I doubt I'd even be interested in using a less reliable method on my test
computer, despite it being a faster method. One of the opposition imaging
apps uses "Rapid Delta Restore" which is popular in certain forums so speed
matters to that group. I haven't used "Rapid Delta Restore". I don't know if
it fits the "Reliability" criteria.

TeraByte Support
Posts: 3598
Joined: Thu May 05, 2011 10:37 pm

Re: totally reliability or speed or?

Post by TeraByte Support »

ok, so far, it looks like it's all one direction.




Froggie
Posts: 15
Joined: Mon Apr 27, 2015 12:04 pm

Re: totally reliability or speed or?

Post by Froggie »

BOTH! :-)

As Brian_K has mentioned above, the RAPID DATA RESTORE (RDR) feature in a competing product is indeed a metadata-based imaging solution. There are two additional competing products that use a DIFFERENCE restoration technique but provides those differences via a FileSystem tracking mechanism. The "tracking file" implementations can have havoc played with them under the use of LV (Lite Virtualization) techniques as well as external FileSystem modifications (WinPE, LINUX, etc.).

The RDR method uses a FileSYstem comparison operation to determine the differences necessary to process, BUT... it also provides for a needed pre-imaging FileSystem check (mini CheckDsk) and if anomalies are discovered, aborts the imaging operation and informs the user to run a full CheckDsk to stabilize the file system. This is very important as FileSystems can easily carry "anomalies" that can later require the OS to take action to manage/repair. This operation has made the integrity of the RAPID DATA RESTORE technique very reliable. I don't know the ground level nitty gritty of the actual design technique, but after 250+ RAPID DATA RESTORES not a single FileSystem glitch has been discovered (two pre-imaging anomalies discovered during that time span).

I use the feature a lot mostly for snapshot requirements.
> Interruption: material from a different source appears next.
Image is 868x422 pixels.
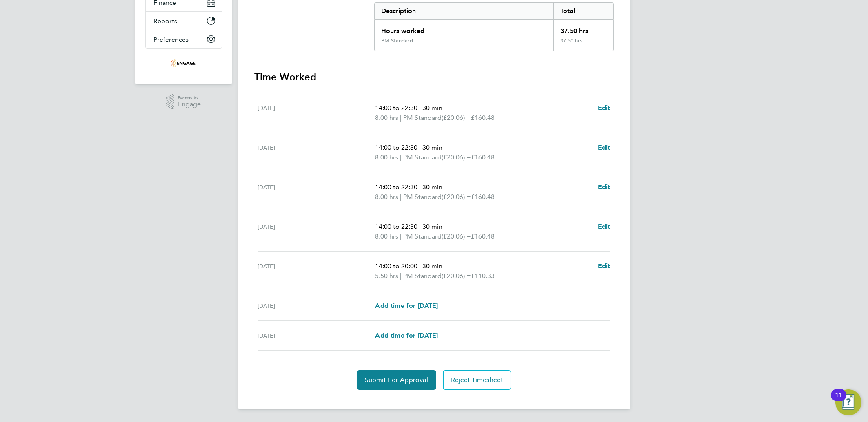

I was a Rollback RX snapshot user for many years but the product is so prone to outside interference, Windows updates and the like, that the chance of losing your whole system and its important snapshot information is just too high to risk. It also defeats the use of the OS' TRIM subsystem for management of my SSD installations. This type of snapshotting subsystem is just too dangerous to use, IMHO, without a very reliable imaging system to back it up... and Rollback even makes that a very difficult process to perform without lots of hoops to jump through.

Having tried the other above implementations of DIFFERENCE restoration techniques, RAPID DATA RESTORE has become my GoTo snapshot solution. As a long time IFW user, it has always been my most important imaging solution, but in my System operating environment, I really require fast restoration techniques for snapshotting and RDR has become that solution... for the moment.
Last edited by Froggie on Sun Nov 29, 2015 7:14 pm, edited 3 times in total.
Froggie
Posts: 15
Joined: Mon Apr 27, 2015 12:04 pm

Re: totally reliability or speed or?

Post by Froggie »

...and to add to the above (and I don't know the design criteria here so forgive me <or correct me> for my assumptions)

IFW indeed appears to check for pure differences when imaging (INCREMENTAL) a volume and images REAL differences to the image file. While this is great for integrity (pure differences only in volume data), it also means that any of the FileSystem anomalies that may exist will also be "purely" imaged, leaving you with an anomalous FileSystem upon restoration (same as you had when you started). This is a good thing as far as real imaging is concerned (I think :-) ), but with the addition of some checks along the way (aka RDR), could be made much better in its ultimate performance and accuracy.